The integral is:
$$\frac{1}{2\pi} \int_{-\pi}^{\pi}\sin^2\left ( \frac{\theta_{k}}{2} \right )dk$$
where $$\theta_{k} = \arctan\left ( \frac{4\sin{k}}{4e^{J}\sin^2{k} + e^{J} - e^{-J}} \right )$$
Is it possible to analytically solve this through substitution to obtain a solution dependent on J? If so, how would I go about solving this? It should be worth noting that J is a constant.
Both mathematica and Python are struggling, unless I have coded wrong?
Firstly, one can see that the integrand is an even function, so the integral reduces to
$$ I = \frac{1}{\pi} \int_0^{\pi} \sin^2\left(\frac{1}{2}\arctan\left(\frac{4\sin k}{4e^J \sin^2 k + e^J - e^{-J}}\right)\right) $$
Define $X := \frac{4\sin k}{4e^J \sin^2 k + e^J - e^{-J}}$ and $T := \arctan(X)$. Then, $X = \tan(T)$ and so $\sin^2\left(\frac{1}{2}T\right) = \frac{1}{2}\left(1 - 2\cos(T)\right) = \frac{1}{2}\left(1 - \frac{2}{\sqrt{X^2 + 1}}\right)$ Therefore,
\begin{align*} I &= \frac{1}{\pi} \int_0^{\pi} \sin^2 \left(\frac{1}{2} T(X(k)) \right) dk \\ &= \frac{1}{2} - \frac{1}{\pi}\int_0^{\pi} \frac{1}{\sqrt{X^2 + 1}} dk \\ &= \frac{1}{2} - \frac{1}{\pi}I_0 \end{align*}
Next we tackle the integral (help me). We abstract the constants by writing $X := \frac{\sin k}{a\sin^2 k + b}$ instead, where $a = e^J$ and $b = \frac{1}{4}\left(a - a^{-1}\right)$. We also assume that $J > 0$, which means $a > 1$ and $b > 0$. Then,
$$ \begin{align*} I_0 &= \int_0^{\pi} \frac{1}{\sqrt{1 + \left(\frac{\sin k}{a\sin^2 k + b}\right)^2}} dk \\ &= \int_0^{\pi} \frac{1}{\sqrt{\frac{(a\sin^2 k + b)^2 + \sin^2 k}{(a\sin^2 k + b)^2}}} dk \\ &= \int_0^{\pi} \frac{a\sin k + b}{\sqrt{a^2\sin^4 k + (2ab + 1)\sin^2 k + b^2}} dk \end{align*} $$
Where in the final step, we actually used the fact that $a\sin^2 k + b > 0$ to allow extracting the square root. Finally, the final expression can be split into two integrals. The first one is $\int_0^{\pi} \frac{a\sin k}{\sqrt{a^2(1 - \cos^2 k)^2 + (2ab + 1)(1 - \cos^2 k) + b^2}} dk$, which after a substitution $t = \cos k$ and simplification gives something like $\int_{-1}^1 \frac{1}{\sqrt{t^4 + At^2 + B}} dt$, which I doubt has a closed form. The second integral is something similar except it's 50 times worse, and it seems that one might be able to write it in terms of elliptic integrals, but I am not bothered to do so. But this form should be enough for accurate numeric approximation.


__HOW TO COMPLETE THIS TASK__: Begin at the top of the records and copy each line exactly. The line containing "This screenshot has width=773, height=393." is the last one to include.

[Excerpts from a dataset]
----

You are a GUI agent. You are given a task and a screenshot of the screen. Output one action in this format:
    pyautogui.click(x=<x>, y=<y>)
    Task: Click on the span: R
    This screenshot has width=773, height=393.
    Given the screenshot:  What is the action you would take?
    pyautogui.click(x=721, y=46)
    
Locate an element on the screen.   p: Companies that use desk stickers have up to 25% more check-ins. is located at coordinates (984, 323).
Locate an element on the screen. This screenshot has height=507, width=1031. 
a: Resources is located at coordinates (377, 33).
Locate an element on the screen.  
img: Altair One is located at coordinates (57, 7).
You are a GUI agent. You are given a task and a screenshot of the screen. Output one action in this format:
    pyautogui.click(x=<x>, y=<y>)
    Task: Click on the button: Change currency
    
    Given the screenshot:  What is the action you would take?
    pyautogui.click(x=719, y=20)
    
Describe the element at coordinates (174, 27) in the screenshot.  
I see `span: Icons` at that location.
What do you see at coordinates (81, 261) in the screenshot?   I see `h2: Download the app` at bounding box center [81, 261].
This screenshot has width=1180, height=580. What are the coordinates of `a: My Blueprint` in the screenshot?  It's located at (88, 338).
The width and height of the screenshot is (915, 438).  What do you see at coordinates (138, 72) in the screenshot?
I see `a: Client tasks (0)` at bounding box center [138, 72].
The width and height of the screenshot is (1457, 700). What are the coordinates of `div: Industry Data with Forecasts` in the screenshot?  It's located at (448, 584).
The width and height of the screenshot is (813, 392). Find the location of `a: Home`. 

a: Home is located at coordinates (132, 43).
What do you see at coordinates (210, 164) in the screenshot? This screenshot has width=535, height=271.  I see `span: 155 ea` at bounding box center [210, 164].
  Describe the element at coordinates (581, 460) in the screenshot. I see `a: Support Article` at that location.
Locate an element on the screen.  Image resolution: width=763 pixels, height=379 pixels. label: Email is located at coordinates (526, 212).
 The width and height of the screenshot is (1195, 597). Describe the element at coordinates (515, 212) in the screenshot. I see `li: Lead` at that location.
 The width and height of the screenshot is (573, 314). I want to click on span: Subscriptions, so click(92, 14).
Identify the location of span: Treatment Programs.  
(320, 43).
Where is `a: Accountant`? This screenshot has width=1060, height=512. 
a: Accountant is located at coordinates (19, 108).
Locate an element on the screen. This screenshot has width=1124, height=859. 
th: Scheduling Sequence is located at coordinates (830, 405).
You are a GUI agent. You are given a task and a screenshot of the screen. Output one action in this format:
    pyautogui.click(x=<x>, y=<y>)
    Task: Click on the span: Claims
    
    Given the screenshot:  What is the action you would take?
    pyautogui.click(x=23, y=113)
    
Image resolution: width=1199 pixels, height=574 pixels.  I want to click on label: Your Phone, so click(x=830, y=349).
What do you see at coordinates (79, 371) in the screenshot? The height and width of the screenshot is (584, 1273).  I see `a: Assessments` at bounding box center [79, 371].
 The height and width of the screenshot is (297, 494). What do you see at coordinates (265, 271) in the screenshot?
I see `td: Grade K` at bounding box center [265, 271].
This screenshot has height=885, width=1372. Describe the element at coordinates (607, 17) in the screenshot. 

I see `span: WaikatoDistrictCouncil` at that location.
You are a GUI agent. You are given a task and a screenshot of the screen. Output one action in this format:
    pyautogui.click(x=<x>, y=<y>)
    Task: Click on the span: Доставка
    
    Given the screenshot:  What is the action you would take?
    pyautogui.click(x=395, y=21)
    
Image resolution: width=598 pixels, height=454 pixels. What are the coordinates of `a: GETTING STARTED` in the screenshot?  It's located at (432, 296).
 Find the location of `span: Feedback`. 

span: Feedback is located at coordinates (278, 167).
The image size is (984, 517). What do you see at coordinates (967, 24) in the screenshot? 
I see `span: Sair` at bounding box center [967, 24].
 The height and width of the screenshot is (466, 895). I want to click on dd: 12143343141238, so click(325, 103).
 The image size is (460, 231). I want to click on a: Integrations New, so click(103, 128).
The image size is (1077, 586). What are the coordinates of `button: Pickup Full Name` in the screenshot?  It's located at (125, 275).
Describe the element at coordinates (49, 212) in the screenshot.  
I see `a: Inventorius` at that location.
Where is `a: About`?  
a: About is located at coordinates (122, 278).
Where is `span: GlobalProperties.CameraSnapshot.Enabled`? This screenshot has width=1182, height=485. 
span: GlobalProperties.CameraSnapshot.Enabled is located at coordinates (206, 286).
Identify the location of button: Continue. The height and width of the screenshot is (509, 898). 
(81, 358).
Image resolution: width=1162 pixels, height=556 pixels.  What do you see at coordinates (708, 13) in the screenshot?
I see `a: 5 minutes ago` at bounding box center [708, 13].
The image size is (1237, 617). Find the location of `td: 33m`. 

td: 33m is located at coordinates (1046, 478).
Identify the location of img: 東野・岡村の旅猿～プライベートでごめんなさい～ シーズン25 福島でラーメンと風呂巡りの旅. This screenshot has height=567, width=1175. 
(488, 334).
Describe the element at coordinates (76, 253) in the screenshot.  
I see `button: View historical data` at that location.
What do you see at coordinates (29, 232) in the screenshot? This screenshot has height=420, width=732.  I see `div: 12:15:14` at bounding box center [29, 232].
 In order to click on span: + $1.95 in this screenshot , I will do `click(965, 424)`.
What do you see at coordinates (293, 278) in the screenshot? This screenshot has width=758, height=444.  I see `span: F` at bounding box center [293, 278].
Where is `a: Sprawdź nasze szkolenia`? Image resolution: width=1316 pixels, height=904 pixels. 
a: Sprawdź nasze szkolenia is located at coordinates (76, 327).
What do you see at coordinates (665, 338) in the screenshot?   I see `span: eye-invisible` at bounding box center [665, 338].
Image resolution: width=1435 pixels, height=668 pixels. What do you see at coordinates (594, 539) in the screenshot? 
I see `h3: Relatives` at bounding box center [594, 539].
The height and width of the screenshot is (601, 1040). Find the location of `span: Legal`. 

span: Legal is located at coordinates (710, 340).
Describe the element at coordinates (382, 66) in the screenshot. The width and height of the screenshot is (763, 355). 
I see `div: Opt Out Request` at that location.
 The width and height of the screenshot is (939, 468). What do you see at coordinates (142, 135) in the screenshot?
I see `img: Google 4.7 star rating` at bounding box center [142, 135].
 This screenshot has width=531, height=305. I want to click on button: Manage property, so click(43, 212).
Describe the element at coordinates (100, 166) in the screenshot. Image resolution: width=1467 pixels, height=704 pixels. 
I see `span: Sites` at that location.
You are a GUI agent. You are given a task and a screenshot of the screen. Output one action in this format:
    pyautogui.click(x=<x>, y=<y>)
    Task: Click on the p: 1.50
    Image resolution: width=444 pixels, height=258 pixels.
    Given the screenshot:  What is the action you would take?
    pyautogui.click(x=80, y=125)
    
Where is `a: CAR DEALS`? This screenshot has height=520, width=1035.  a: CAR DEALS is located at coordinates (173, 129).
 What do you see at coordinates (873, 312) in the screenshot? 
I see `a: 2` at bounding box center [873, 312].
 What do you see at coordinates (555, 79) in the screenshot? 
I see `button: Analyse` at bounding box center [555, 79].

----

__RESPONSE AREA__:
You are a GUI agent. You are given a task and a screenshot of the screen. Output one action in this format:
    pyautogui.click(x=<x>, y=<y>)
    Task: Click on the span: R
    This screenshot has width=773, height=393.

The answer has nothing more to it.